Today is going to be hard. Unless you stayed up super late lamenting over the clusterf–k that was the Golden Globes (may Ricky Gervais never approach a podium in front of people again), you likely woke up to the same news I did: after an 18-month battle with cancer, David Bowie died, surrounded by his family and friends.
And this one hurts. I know losing any celebrity and/or icon we love and admire feels terrible, but David Bowie. David Bowie. DAVID BOWIE. He’s not even human. He’s the boy who fell from Mars. He’s the Thin White Duke. The Goblin King (if you grew up in the 1980 and 1990s and your friends were obsessed with Labyrinth and spent so much of middle school yelling, “You don’t have any power over me! Power over me! Power over me!”) He’s meant to live forever. Most of us have never lived in a world he’s missing from. But look, I like to think of it like this — now, he’s gone back to Mars, he’s gone back to space, and he gave us 69 phenomenal Earth years to teach us why being yourself is so important.
But I mean, we can hang out here and I can make you read why David Bowie was important and why we’ll miss him, but that would be ridiculous because I’m 99.9% sure that he meant something special to all of us because there’s no way to narrow David Bowie down to a sentence or two. The man is special. He is rare. He is David fucking Bowie, and while he may not be physically on this planet, he certainly isn’t gone. He still belongs to us the way he did before — maybe more — because we can and will hold him close and shape the memories we have of him into what we need him to be.
David Bowie has always been what we needed him to be. And I’m sure today out of all days, you’ll see exactly what he meant to people you thought you knew, and will now know better. Because that’s also what David Bowie did: he encouraged us all to be weird and to be loud and to be brave and be ourselves, and in between crying at your desk and crying on public transit, and in between saying “I’m fine! Really!” way too chipper to people who just don’t get it (honestly, if you have to ask why we’re sad today, stop — just stop, and pretend we’re sad that The Revenant won over Room last night and leave us alone), remember that individuality was one of Bowie’s biggest gifts to us. It takes guts to be yourselves, and he had it in spades — then showed us that we all have it too.
So I’ll miss you, David Bowie. But I know you’re not gone. I know you’ve returned to where you came from, and you’re recharging and you’re mingling with Lou Reed and Ad-Rock and Elaine Stritch and Lemmy and all the legends who’ve left Earth to do their own thing. But thank you. For all of it. For everything. And when a middle-schooler realizes they don’t fit into the culture that setting seems to dictate and that they’d rather just be unabashedly themselves, may they find you.
Even though we all know that like magic, you will find them.
It’s quite obvious that the writer of this piece (Anne T. Donahue) had almost no prior knowledge of David Bowie beyond her long-past childhood viewing habits. She’s very lucky to be so skilled in using Google for all of her research. She has nothing to say and takes forever to say it.
What an incredibly self-serving, vacuous piece of garbage writing. If the author can name even two Bowie albums without having to check Wikipedia I’d be beyond shocked. Please up your standards 29 Secrets. Bowie deserves more than the transparent, cloying sentiments of a narcissist.
There are literally thousands of tributes to David Bowie today, and the only one to mention the Golden Globes, themselves, and the words “David fucking Bowie,” is this one. So disrespectful. This author is writing an article just to write an article. It is OKAY if you don’t connect with every living celebrity. It is OKAY if you don’t connect with the death of every celebrity. Let the rest of us have our peace, our quiet, our time with our Starman. I am ashamed of you, Anne T. Donahue. I am ashamed of you, 29secrets. I am ashamed, as a David Bowie fan, that this article was allowed into our day of mourning.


__WORK TO BE COMPLETED__:
Each line in the data holding "right" should be listed.

__Items listed in a dataset__:
--- START ---
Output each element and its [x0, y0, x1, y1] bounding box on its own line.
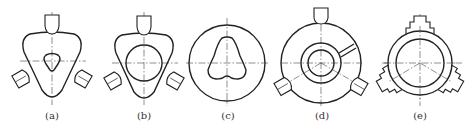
- left-jaw: [104, 71, 124, 90]
- figure-canvas: (a) (b) (c): [0, 0, 473, 130]
- top-jaw: [45, 15, 59, 34]
- right-jaw: [348, 76, 368, 95]
- panel-label-b: (b): [137, 110, 151, 121]
- right-jaw: [165, 71, 185, 90]
- panel-label-d: (d): [315, 110, 329, 121]
- right-jaw: [73, 69, 93, 88]
- panel-a: (a): [12, 12, 92, 121]
- panel-c: (c): [186, 18, 270, 121]
- top-jaw: [314, 8, 328, 24]
- panel-e: (e): [372, 14, 467, 121]
- left-jaw: [12, 69, 32, 88]
- panel-label-c: (c): [221, 110, 235, 121]
- panel-d: (d): [274, 8, 368, 121]
- panel-b: (b): [104, 12, 184, 121]
- panel-label-a: (a): [45, 110, 59, 121]
- top-jaw: [137, 16, 151, 35]
- left-jaw: [274, 76, 294, 95]
- panel-label-e: (e): [413, 110, 427, 121]
- radial-line-right: [321, 63, 354, 82]
- radial-line-left: [289, 63, 321, 82]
--- END ---
__EXERCISE ANSWER__:
- right-jaw: [348, 76, 368, 95]
- right-jaw: [165, 71, 185, 90]
- right-jaw: [73, 69, 93, 88]
- radial-line-right: [321, 63, 354, 82]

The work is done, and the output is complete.